Seeds of the Future


source: National Geographic Magazine
Between 1700 and 1845, driven by a system of absentee land ownership organised to generate maximum export profit, the potato gradually replaced replaced other staple food crops in Ireland. In particular, a genetic variety of potato that thrived in poorer soils predominated. This reliance on a monoculture left the nation vulnerable, however, and in 1850, an infestation of potato blight (Phytophthora infestans) led to the Great Potato Famine, in which 20% of the Irish population died. Greater genetic diversity would have averted this tragedy.

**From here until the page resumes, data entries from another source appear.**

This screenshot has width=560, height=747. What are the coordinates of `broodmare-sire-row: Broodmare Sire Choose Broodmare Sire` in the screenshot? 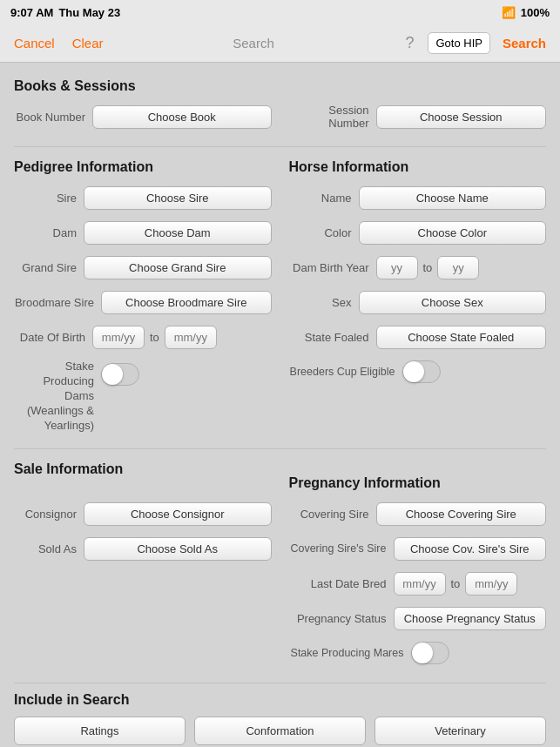 It's located at (143, 302).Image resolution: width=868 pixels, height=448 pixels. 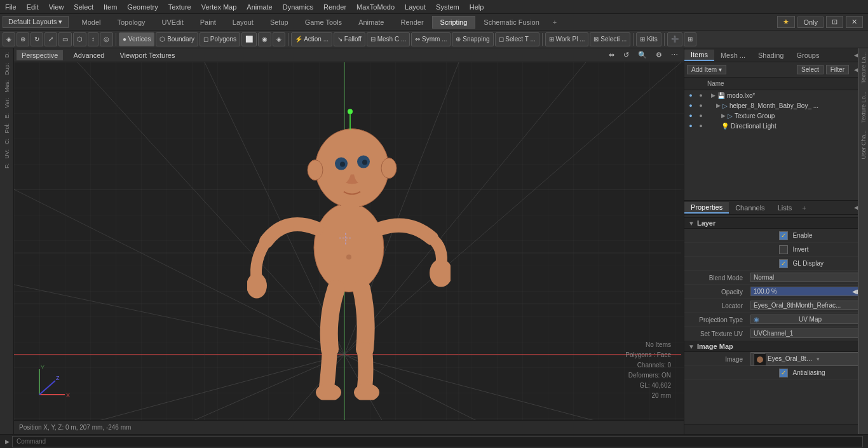 I want to click on sidebar-item-dup: Dup:, so click(x=7, y=69).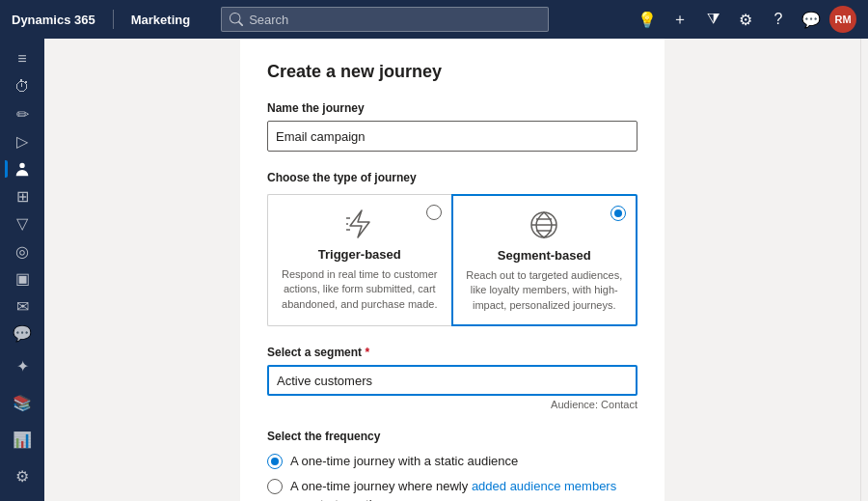  What do you see at coordinates (778, 19) in the screenshot?
I see `help-icon: ?` at bounding box center [778, 19]. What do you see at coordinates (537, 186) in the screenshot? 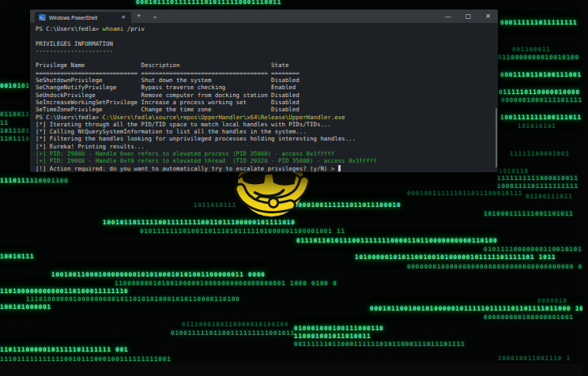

The growth and spread of ideas is similar to that of genes. The field of memetics is based on the insight that memes -- which can be understood as ways of understanding -- behave like genes. Memes are to social systems and culture what genes are to ecosystems and agriculture. Different cultures carry different memes. Like genes, memes can mingle, intertwine, and evolve into become superior versions of themselves. Like genes, different environments support different memes.

With memes, as with genes, dependence on a single culture presents a mortal risk. How else can we explain events like the Holocaust, the Chinese Cultural Revolution, Slavery in the United States, the current Financial Crisis...? Surely, if alternative ways of understanding -- alternative memes -- had been available and nurtured at the time, these infections of thought would not have bloomed into epidemics.

The threat of modern global culture to genetic diversity is being addressed by more than 1400 seed banks established around the world to secure plant breeds and crops -- including varieties of potato -- from extinction. Genetic varieties of crops that have little commercial value today may yet emerge to become staple crops in a changing environment. If these varieties are not preserved, the risk is famine.

Modern global culture poses an equal risk to memetic diversity -- the diversity of ideas and cultures. As with the threat to genetic diversity, the appropriate response is to collect, preserve, and nurture as much of the diversity as possible. In particular, we must preserve the ways of thinking of threatened cultures, for these ways may yet contain the salvation of the world.

How to preserve the memetic diversity of indigenous cultures? One approach is to preserve an appreciation of indigenous art. For the the seeds of ideas and culture are found in Art. Art attempts to communicate, at the most fundamental, human level, ways of seeing -- and living in the world. In experiencing and appreciating the art of marginalised cultures, we preserve highly evolved memetic structures -- ways of living that may be the key to survival in a future, changed, environment.

Consider that when leaders at the recent G8 meeting agreed on a 2 degree cap to global warming, they were, for the first time, placing priority on the environment on the economy. This was a signal shift in position, gaining headlines around the world. And yet traditional elders have been trying to tell the world for years: money is worthless without a hospitable environment; we must live in sustainable harmony with the earth. What else do they know? And what has already been lost?